Monday, Jul. 17, 1972

ARVN on the Offensive

SOUTH VIET NAM'S Quang Tri province, which was overrun by North Vietnamese forces last April, became a symbol of ARVN's humiliating setback in the early days of the Communists' current Easter offensive. Last week, as forward elements of a South Vietnamese force of 20,000 men fought its way back into the provincial capital, there were signs that Quang Tri might also become a symbol of South Viet Nam's military resurgence.

From a political point of view, the South Vietnamese counteroffensive came none too soon. The possibility that Hanoi and Washington might somehow work out a settlement during the U.S. election year is a source of constant concern to South Vietnamese President Nguyen Van Thieu. His best protection against a disadvantageous cease-fire is a successful campaign that could change the military situation. Thus last month he ordered his generals to go on the offensive. The first response came in Military Region I, where his best troops are concentrated. Moreover, these forces are commanded by South Viet Nam's best general, Lieut. General Ngo Quang Truong, who took over the region in May after the defeat at Quang Tri.

Initially, the aim of Truong's thrust appeared to be the relatively conservative one of securing the districts of Trieu Phong and Hai Lang to the east and south of Quang Tri city. Thieu himself implied as much when he told reporters a week earlier that the recapture of the city was a matter of little concern at the moment. Last week, South Vietnamese troops moved closer and closer to the provincial capital. It is possible that Thieu was trying to throw the North

Vietnamese off guard with his earlier statement. But it is also conceivable that the South Vietnamese, surprised by the initial weakness of the Communist resistance, changed their minds in mid-offensive and launched an all-out effort to recapture Quang Tri city, the only provincial capital lost to the Communists in the Easter offensive.

As they advanced along Highway 1, Truong's forces found horrible evidence of the disastrous routing of the ARVN 3rd Division in April. The remains of three separate South Vietnamese convoys that were ambushed and brutally destroyed lay rusting and rotting along the highway; even the military equipment was still in place beside the shriveled corpses of ARVN soldiers and the unfortunate civilians who had hitched a ride in the military vehicles. The area, reported TIME Correspondent Barry Hillenbrand, was "hauntingly quiet except for the occasional report of artillery in the distance. It was like stumbling on the site of a burned-out massacred wagon train left in a remote Wyoming valley."

Resistance. The North Vietnamese still have plenty of firepower in the area. Soon after the ARVN drive on Quang Tri city began, the Communists began shelling the former imperial capital of Hue, 30 miles south, with rockets, mortars and artillery, damaging the string of South Vietnamese fire bases that form a defense line southwest of Hue.

The shelling underscored the greatest risk inherent in the South Vietnamese push into Quang Tri: the possibility that the Communists might outflank General Truong's forces and at long last mount their often predicted attack on Hue. So far there is no certainty that such an attack is coming. The city's defense is primarily in the hands of a single ARVN division, the 1st, which would be hard pressed if the enemy tried a flanking movement that culminated in a sudden jab at Hue. South Vietnamese commanders seemed confident that a Communist attack on Hue could be kept in check by U.S. bombing.

At week's end, the South Vietnamese task force at Quang Tri was inching its way forward, with the help of U.S. air strikes, toward the center of Quang Tri city. One such strike, Hillenbrand reported, transformed a thickly wooded enemy bunker position into a cluster of burnt-out tree stumps, "as if some triple-strength forest fire had passed that way." If past performance is any guide, the North Vietnamese will probably put up a mettlesome resistance before withdrawing--and the NVA still has plenty of long-range artillery in the hills to the west of the city. Nonetheless, even though the battle for the provincial capital has just begun, the counteroffensive has already done wonders for the national morale.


* Description of the task *
Within the data beneath, some lines may hold the word "swatch". Give the number of those lines and nothing else.
=== Data shown ===
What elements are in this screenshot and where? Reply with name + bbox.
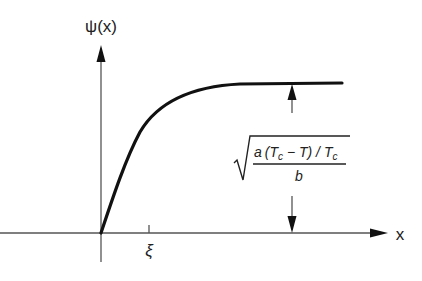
y-axis-label: ψ(x) [85, 17, 117, 36]
amplitude-up-arrowhead [288, 84, 297, 100]
amplitude-formula: a(Tc − T) / Tc b [234, 136, 350, 184]
x-axis-label: x [396, 225, 405, 244]
formula-denominator: b [295, 168, 303, 184]
y-axis-arrowhead [97, 45, 106, 62]
amplitude-down-arrowhead [288, 216, 297, 233]
xi-tick-label: ξ [145, 241, 154, 260]
formula-numerator: a(Tc − T) / Tc [254, 144, 337, 162]
order-parameter-diagram: ψ(x) x ξ a(Tc − T) / Tc b [0, 0, 422, 281]
x-axis-arrowhead [370, 229, 388, 238]
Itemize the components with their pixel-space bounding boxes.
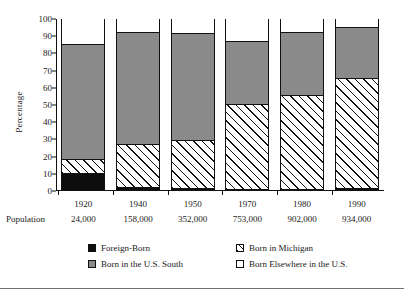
legend-item-born-in-michigan: Born in Michigan xyxy=(236,243,378,253)
population-value-1940: 158,000 xyxy=(123,215,152,224)
y-tick-mark xyxy=(52,156,56,157)
bar-segment-1920-born-elsewhere-in-the-u-s xyxy=(62,18,104,44)
bar-segment-1940-born-in-michigan xyxy=(117,144,159,188)
bar-segment-1940-born-in-the-u-s-south xyxy=(117,32,159,144)
legend-label: Born Elsewhere in the U.S. xyxy=(249,259,347,269)
bar-1950 xyxy=(171,19,215,191)
y-tick-label: 10 xyxy=(22,169,52,178)
bar-segment-1950-born-in-the-u-s-south xyxy=(172,33,214,141)
y-tick-mark xyxy=(52,105,56,106)
y-tick-label: 90 xyxy=(22,32,52,41)
bar-segment-1990-born-elsewhere-in-the-u-s xyxy=(336,18,378,27)
bar-segment-1940-born-elsewhere-in-the-u-s xyxy=(117,18,159,32)
bar-segment-1970-foreign-born xyxy=(226,189,268,190)
y-tick-mark xyxy=(52,173,56,174)
bar-1920 xyxy=(61,19,105,191)
x-tick-label-1950: 1950 xyxy=(184,200,202,209)
bar-segment-1920-foreign-born xyxy=(62,173,104,190)
bar-segment-1990-born-in-michigan xyxy=(336,78,378,188)
population-row-label: Population xyxy=(6,215,45,224)
bar-segment-1980-foreign-born xyxy=(281,189,323,190)
x-tick-mark xyxy=(168,191,169,195)
legend-swatch-born-elsewhere-in-the-u-s xyxy=(236,260,244,268)
population-value-1920: 24,000 xyxy=(71,215,96,224)
y-tick-label: 100 xyxy=(22,15,52,24)
plot-area: 0102030405060708090100 xyxy=(56,19,384,191)
population-value-1990: 934,000 xyxy=(342,215,371,224)
y-tick-label: 40 xyxy=(22,118,52,127)
y-tick-mark xyxy=(52,122,56,123)
y-tick-label: 60 xyxy=(22,83,52,92)
footer-divider xyxy=(0,288,404,289)
legend-label: Born in Michigan xyxy=(249,243,313,253)
bar-segment-1950-born-in-michigan xyxy=(172,140,214,188)
chart-figure: Percentage 0102030405060708090100 Popula… xyxy=(0,0,404,303)
bar-1980 xyxy=(280,19,324,191)
y-tick-mark xyxy=(52,139,56,140)
bar-1990 xyxy=(335,19,379,191)
y-tick-mark xyxy=(52,36,56,37)
y-tick-mark xyxy=(52,70,56,71)
x-tick-label-1970: 1970 xyxy=(238,200,256,209)
bar-segment-1950-born-elsewhere-in-the-u-s xyxy=(172,18,214,33)
x-tick-label-1940: 1940 xyxy=(129,200,147,209)
bar-segment-1970-born-in-michigan xyxy=(226,104,268,189)
bar-segment-1980-born-in-michigan xyxy=(281,95,323,189)
x-tick-label-1990: 1990 xyxy=(348,200,366,209)
bar-segment-1990-born-in-the-u-s-south xyxy=(336,27,378,78)
legend-label: Foreign-Born xyxy=(101,243,150,253)
y-tick-label: 70 xyxy=(22,66,52,75)
legend-label: Born in the U.S. South xyxy=(101,259,183,269)
x-tick-label-1920: 1920 xyxy=(74,200,92,209)
bar-segment-1920-born-in-michigan xyxy=(62,159,104,173)
y-tick-label: 20 xyxy=(22,152,52,161)
bar-segment-1950-foreign-born xyxy=(172,188,214,190)
legend-swatch-foreign-born xyxy=(88,244,96,252)
bar-segment-1920-born-in-the-u-s-south xyxy=(62,44,104,159)
x-tick-mark xyxy=(113,191,114,195)
legend-item-born-in-the-u-s-south: Born in the U.S. South xyxy=(88,259,236,269)
legend-item-born-elsewhere-in-the-u-s: Born Elsewhere in the U.S. xyxy=(236,259,378,269)
bar-segment-1940-foreign-born xyxy=(117,187,159,190)
bar-segment-1980-born-elsewhere-in-the-u-s xyxy=(281,18,323,32)
bar-segment-1980-born-in-the-u-s-south xyxy=(281,32,323,95)
y-tick-label: 50 xyxy=(22,101,52,110)
x-tick-mark xyxy=(277,191,278,195)
y-tick-mark xyxy=(52,191,56,192)
chart-legend: Foreign-BornBorn in MichiganBorn in the … xyxy=(88,243,378,269)
x-tick-label-1980: 1980 xyxy=(293,200,311,209)
bar-1940 xyxy=(116,19,160,191)
legend-item-foreign-born: Foreign-Born xyxy=(88,243,236,253)
population-value-1980: 902,000 xyxy=(287,215,316,224)
x-tick-mark xyxy=(58,191,59,195)
y-tick-label: 80 xyxy=(22,49,52,58)
y-tick-mark xyxy=(52,87,56,88)
x-tick-mark xyxy=(222,191,223,195)
y-tick-label: 30 xyxy=(22,135,52,144)
y-tick-mark xyxy=(52,53,56,54)
bar-segment-1990-foreign-born xyxy=(336,188,378,190)
legend-swatch-born-in-the-u-s-south xyxy=(88,260,96,268)
legend-swatch-born-in-michigan xyxy=(236,244,244,252)
bar-segment-1970-born-elsewhere-in-the-u-s xyxy=(226,18,268,41)
population-value-1970: 753,000 xyxy=(233,215,262,224)
bar-segment-1970-born-in-the-u-s-south xyxy=(226,41,268,104)
x-tick-mark xyxy=(332,191,333,195)
bar-1970 xyxy=(225,19,269,191)
y-tick-mark xyxy=(52,19,56,20)
y-tick-label: 0 xyxy=(22,187,52,196)
population-value-1950: 352,000 xyxy=(178,215,207,224)
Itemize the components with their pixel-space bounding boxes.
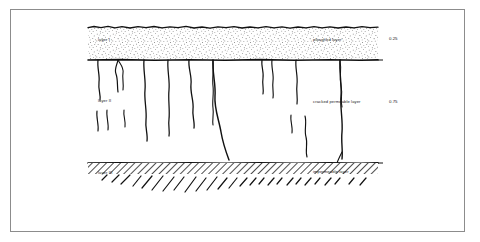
crack-4 — [144, 60, 147, 141]
ploughed-layer-stipple-fill — [88, 26, 378, 60]
crack-9 — [262, 60, 263, 94]
figure-canvas: layer I ploughed layer 0.25 layer II cra… — [0, 0, 480, 242]
crack-segment-3 — [124, 110, 125, 127]
crack-2 — [115, 60, 118, 92]
crack-8 — [213, 60, 214, 125]
crack-6 — [189, 60, 194, 128]
depth-label-075: 0.75 — [389, 100, 398, 104]
crack-11 — [296, 60, 297, 104]
crack-3 — [118, 60, 123, 90]
crack-segment-4 — [291, 115, 292, 133]
crack-10 — [272, 60, 273, 98]
crack-7-deep — [213, 60, 229, 160]
layer-3-impermeable-region — [88, 163, 378, 192]
layer-2-cracks-group — [97, 60, 342, 163]
crack-5 — [168, 60, 169, 136]
layer-2-description-label: cracked permeable layer — [313, 100, 361, 104]
crack-segment-1 — [97, 111, 98, 131]
layer-1-ploughed-region — [88, 26, 378, 60]
crack-segment-5 — [305, 116, 307, 157]
boundary-line-ploughed-base — [88, 60, 378, 61]
crack-1 — [98, 60, 100, 100]
layer-1-name-label: layer I — [98, 38, 110, 42]
impermeable-hatch-fading — [102, 175, 366, 192]
crack-segment-2 — [107, 110, 108, 130]
layer-2-name-label: layer II — [98, 99, 111, 103]
depth-label-025: 0.25 — [389, 37, 398, 41]
crack-segment-6 — [337, 152, 342, 163]
soil-profile-diagram — [0, 0, 480, 242]
depth-ticks — [378, 60, 383, 163]
layer-3-description-label: impermeable layer — [313, 170, 349, 174]
layer-3-name-label: layer III — [98, 171, 113, 175]
layer-1-description-label: ploughed layer — [313, 38, 342, 42]
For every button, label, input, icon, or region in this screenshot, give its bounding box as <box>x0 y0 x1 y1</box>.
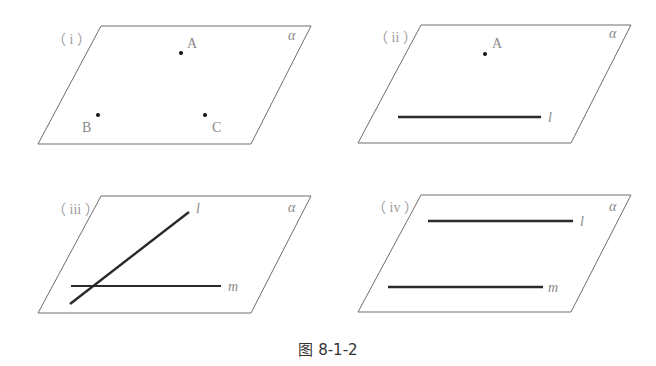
panel-ii: （ ii ） α A l <box>358 25 631 143</box>
line-l-iii <box>70 212 189 304</box>
panel-iii: （ iii ） α l m <box>38 196 311 313</box>
line-label-l-iii: l <box>196 201 200 216</box>
point-A-ii <box>483 52 487 56</box>
figure-caption: 图 8-1-2 <box>0 338 656 359</box>
point-label-C-i: C <box>212 120 221 135</box>
panel-label-ii: （ ii ） <box>374 30 417 45</box>
point-label-A-ii: A <box>492 36 503 51</box>
plane-label-alpha-ii: α <box>609 26 617 41</box>
line-label-m-iii: m <box>228 279 238 294</box>
plane-label-alpha-iii: α <box>288 200 296 215</box>
panel-label-iv: （ iv ） <box>372 200 418 215</box>
panel-iv: （ iv ） α l m <box>358 195 631 312</box>
panel-label-i: （ i ） <box>52 32 91 47</box>
panel-i: （ i ） α A B C <box>38 26 311 144</box>
point-B-i <box>96 113 100 117</box>
plane-label-alpha-i: α <box>288 28 296 43</box>
plane-label-alpha-iv: α <box>609 199 617 214</box>
point-label-A-i: A <box>187 36 198 51</box>
point-A-i <box>179 51 183 55</box>
panel-label-iii: （ iii ） <box>52 202 99 217</box>
line-label-l-ii: l <box>548 110 552 125</box>
point-C-i <box>203 113 207 117</box>
line-label-l-iv: l <box>580 214 584 229</box>
point-label-B-i: B <box>82 120 91 135</box>
figure-diagram: （ i ） α A B C （ ii ） α A l （ iii ） α l m… <box>0 0 656 366</box>
line-label-m-iv: m <box>548 280 558 295</box>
===
* Answer to this exercise *
4